_What you should do_. Take the line that holds "Describe the element" and every line after it to the end of the entries, and repeat them exactly without the pictures.

########

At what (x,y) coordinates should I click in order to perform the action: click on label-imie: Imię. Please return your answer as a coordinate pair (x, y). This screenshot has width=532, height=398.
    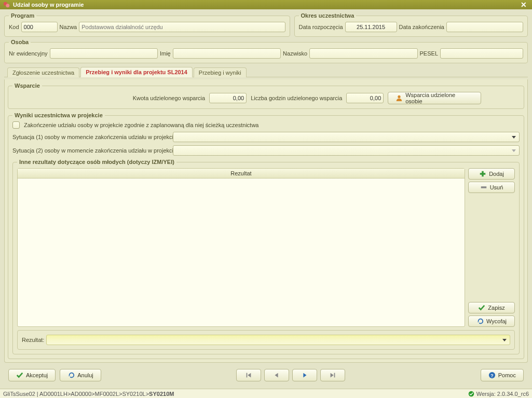
    Looking at the image, I should click on (165, 53).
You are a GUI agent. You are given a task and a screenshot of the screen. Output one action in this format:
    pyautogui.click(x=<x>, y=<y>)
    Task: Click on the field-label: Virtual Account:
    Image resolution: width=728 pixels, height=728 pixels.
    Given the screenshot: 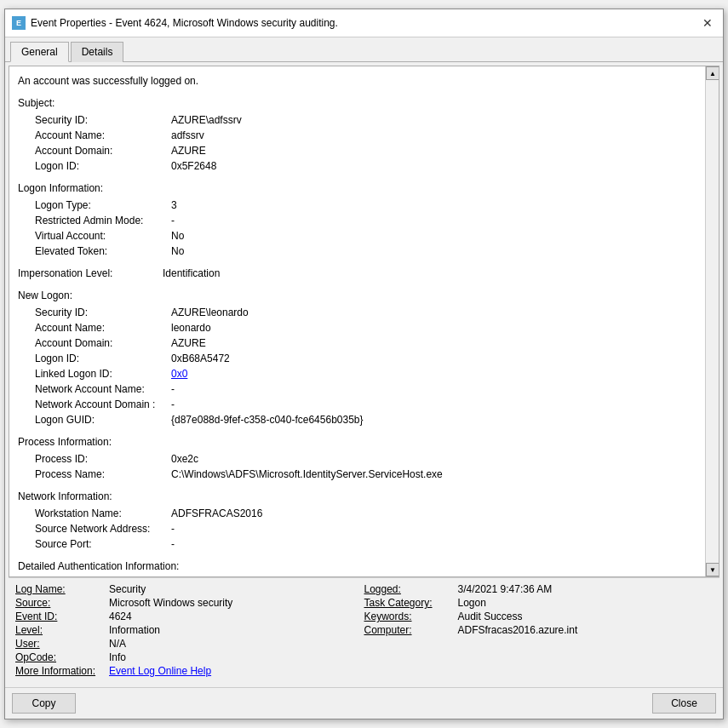 What is the action you would take?
    pyautogui.click(x=103, y=236)
    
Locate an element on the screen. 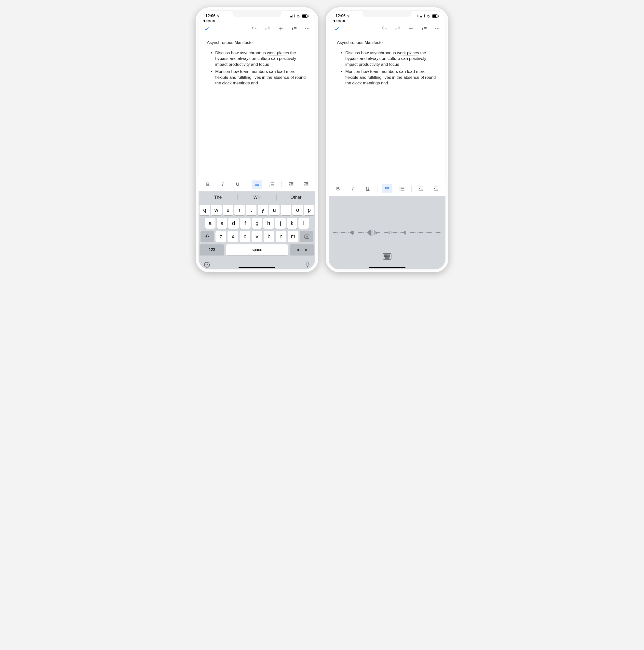  key-h: h is located at coordinates (269, 223).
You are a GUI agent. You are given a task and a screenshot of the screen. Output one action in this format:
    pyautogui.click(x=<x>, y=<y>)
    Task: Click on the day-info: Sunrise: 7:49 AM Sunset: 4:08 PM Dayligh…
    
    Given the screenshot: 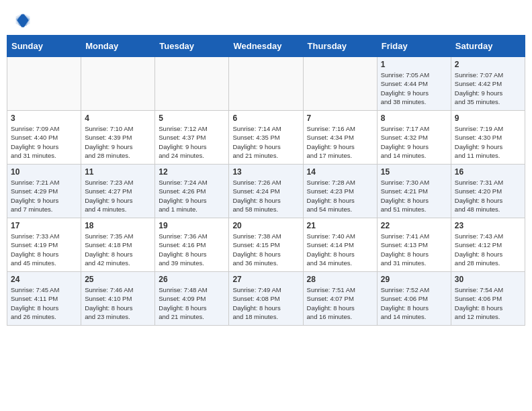 What is the action you would take?
    pyautogui.click(x=266, y=304)
    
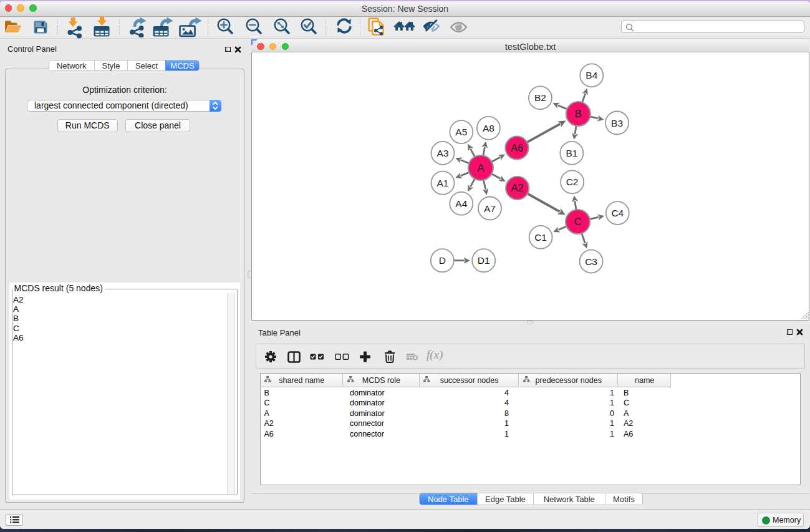  I want to click on svg-text: A8, so click(489, 128).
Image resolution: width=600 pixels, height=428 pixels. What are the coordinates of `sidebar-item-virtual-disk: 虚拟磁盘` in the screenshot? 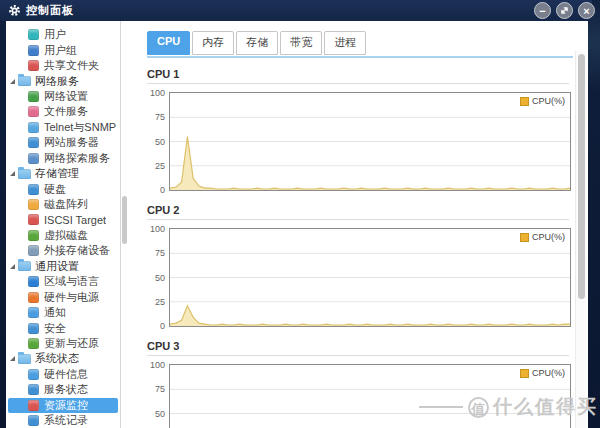 It's located at (63, 236).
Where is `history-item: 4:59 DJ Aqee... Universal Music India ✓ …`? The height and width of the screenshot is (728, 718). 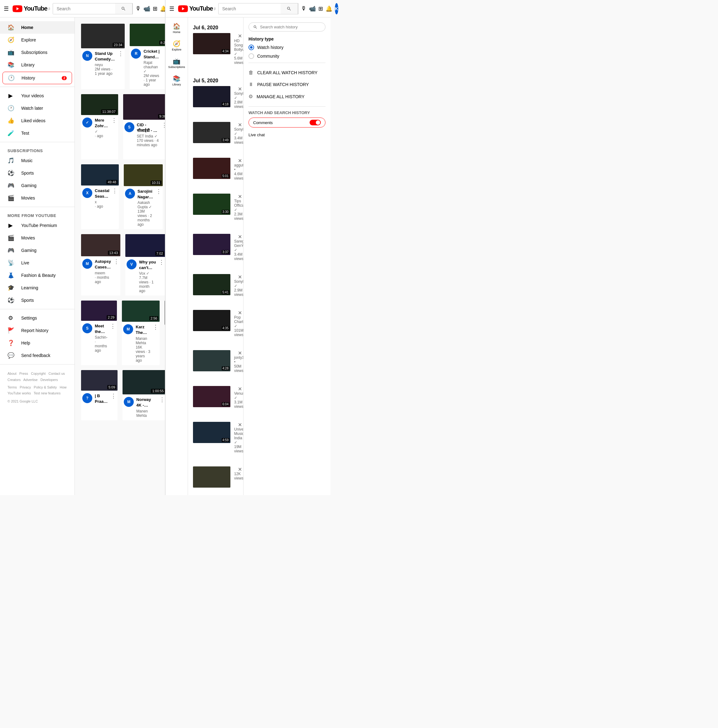
history-item: 4:59 DJ Aqee... Universal Music India ✓ … is located at coordinates (215, 442).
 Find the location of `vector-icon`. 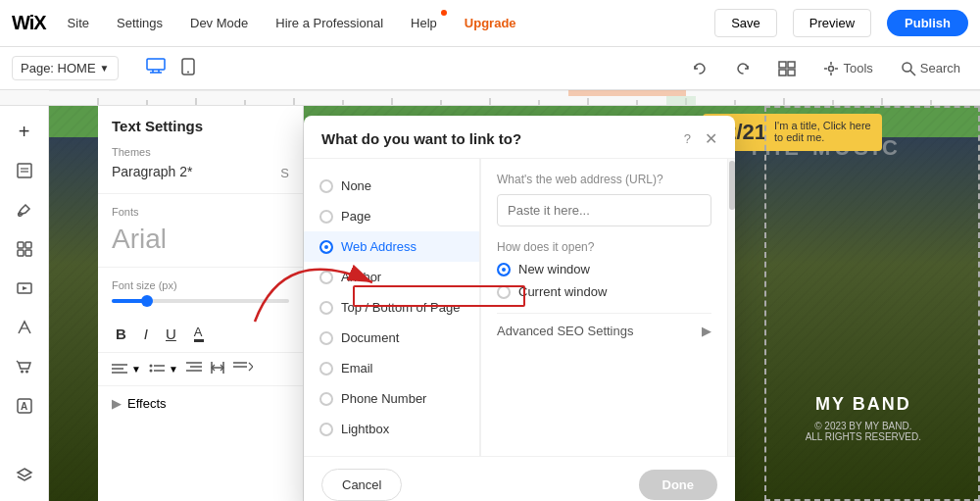

vector-icon is located at coordinates (24, 327).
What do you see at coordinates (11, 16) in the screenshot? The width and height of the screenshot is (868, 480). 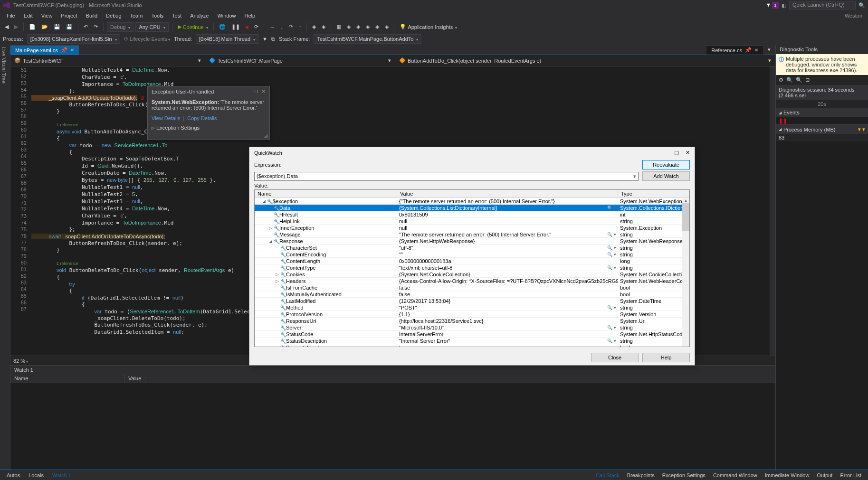 I see `menu-file: File` at bounding box center [11, 16].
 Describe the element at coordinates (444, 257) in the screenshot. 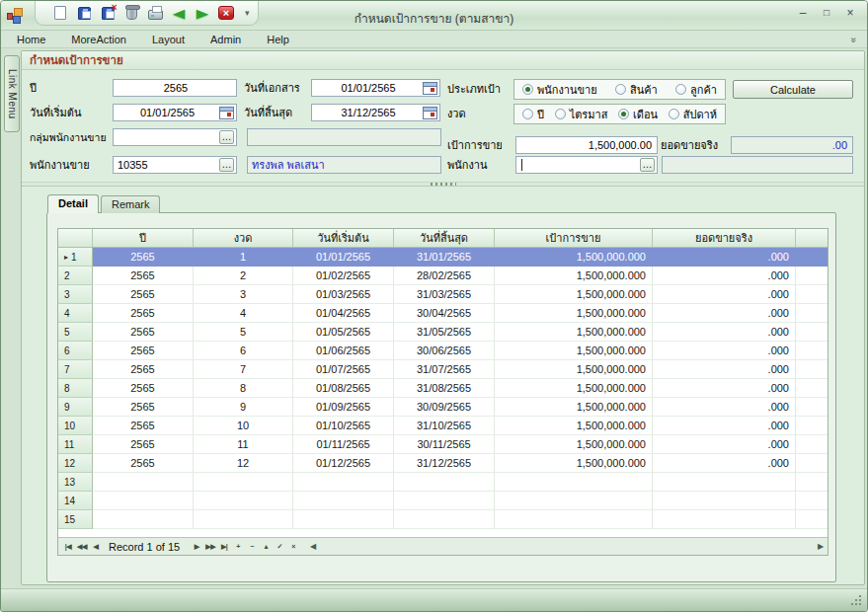

I see `cell-end-date: 31/01/2565` at that location.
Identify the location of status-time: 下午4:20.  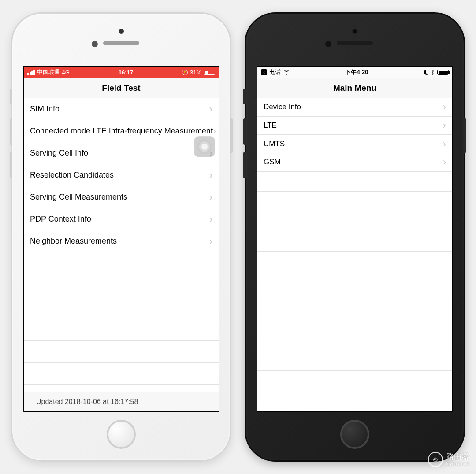
(357, 72).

########

_Answer area_.
 Describe the element at coordinates (444, 257) in the screenshot. 

I see `cell-end-date: 31/01/2565` at that location.
Identify the location of status-time: 下午4:20.  
(357, 72).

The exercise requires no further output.